The French director Olivier Py makes his debut at the Holland Festival with a production of Benjamin Britten's Curlew River opera; this staging of one of the 20th-century most powerful religious musical dramas, a Christian parable developed from a Japanese Noh theatre play, was originally created for the Edinburgh Festival to be transferred later to Opéra National de Lyon - the opera company behind the forthcoming performances at the festival. Olivier Py loves the theatre in all its diversity; his works feature the wildest genre fusions: cabaret and vaudeville rub shoulders with tragedy and the political, philosophical and mythological material forms new conceptual interconnections. In his production of Curlew River, Olivier Py takes the spectator to a world of deep suffering and divine illumination. The festival organisers cite this work as a profound artistic experience.
The Holland Festival offers an opportunity to see two productions of the transcontinental Bridge Project by the London Old Vic and New York Brooklyn Academy of Music. The idea behind the Bridge Project was staging some of the world's greatest plays to show the productions featuring great contemporary actors on both sides of the Atlantic. Both productions - Shakespeare's As You Like It and Tempest - were directed by the British filmmaker Sam Mendes (American Beauty, Road to Perdition).

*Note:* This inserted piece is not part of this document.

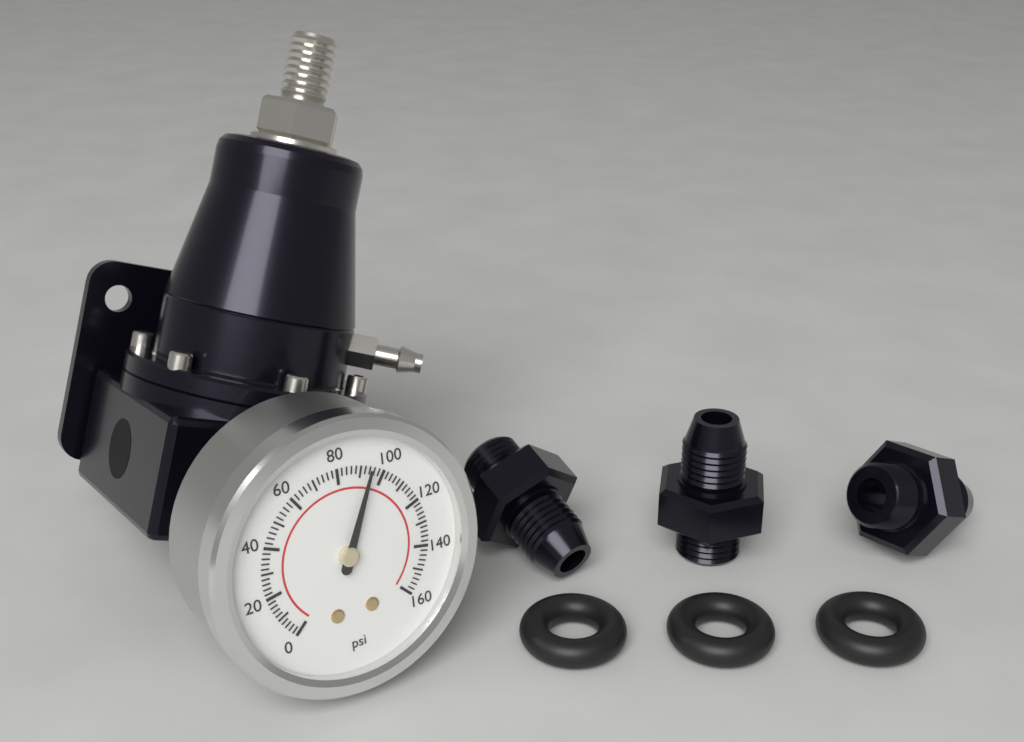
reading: 94 psi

The festival programme includes a real Dostoyevsky marathon - I Demoni, an eleven and half-hour production of Demons, the creation of the legendary German director Peter Stein and actors of the Tieffe Teatro Milano company; the production which was born at the director's Italian country estate. The critics - who have been quite harsh about Stein's work for years - have hailed I Demoni as a new page in the director's career.
The Holland Festival also provides a rare opportunity to see the Latvian director Alvis Hermanis' production of Shukshin's Stories at the Moscow State Theatre of Nations. Another production well worth catching is the South African director William Kentridge's video animation performance Telegrams from the Nose which refers back to the Soviet Union of the 1920s, the Russian avant-garde era of great expectations, the time when Dmitry Shostakovich wrote his Nose opera based on the story by Nikolai Gogol and a whole generation of artists and musicians was wiped out by the Stalin regime.

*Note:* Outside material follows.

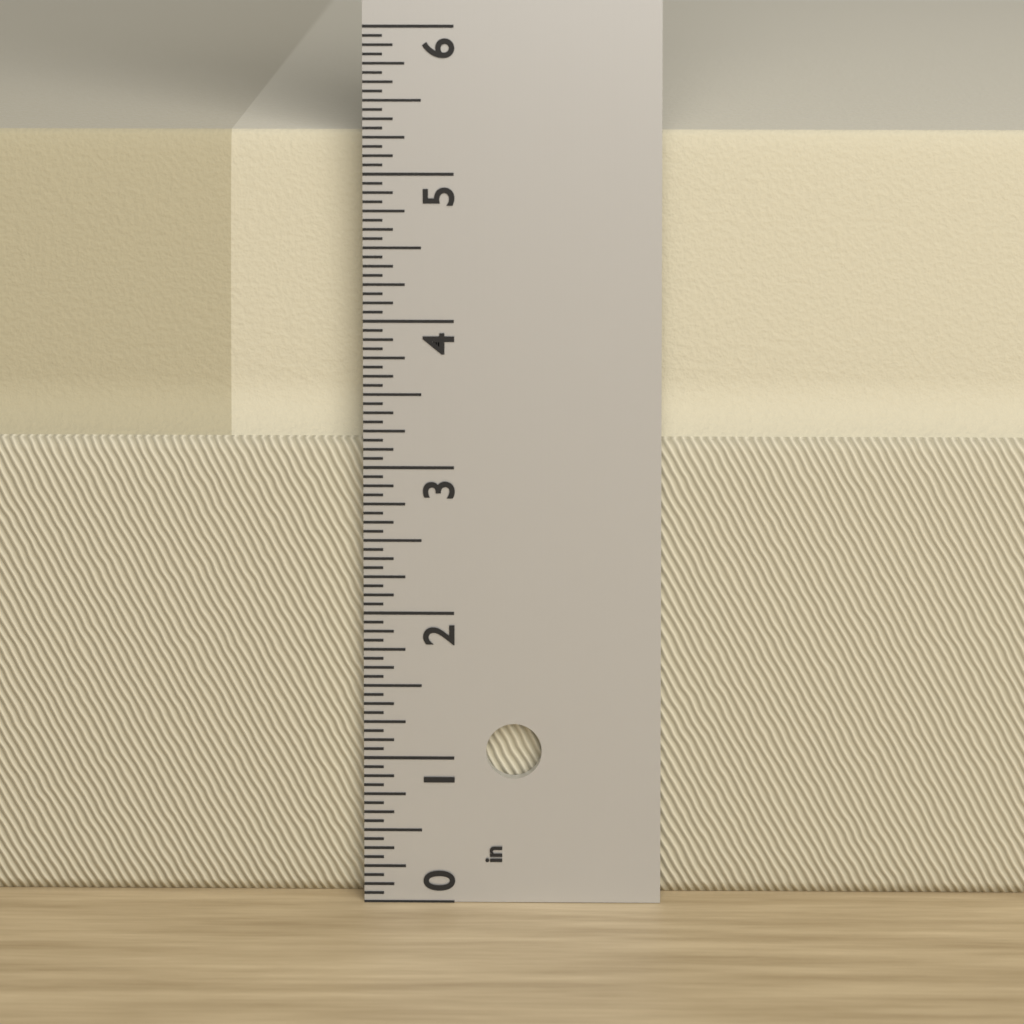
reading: 5.2500 in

Alongside the main programme and throughout June, the festival also features a string of free-admission events, including Mortuos Plango, Vivos Voco (1980), a thirty-year old electronic piece written by the British composer Jonathan Harvey - a study of the sounds of the great bell of Winchester Cathedral, accompanied by the cathedral choir. The Visual Kitchen video-collective from Brussels has transformed this classical piece of electronic music into a contemporary spatial experience, inviting the spectator/listener into a universe of sound and images.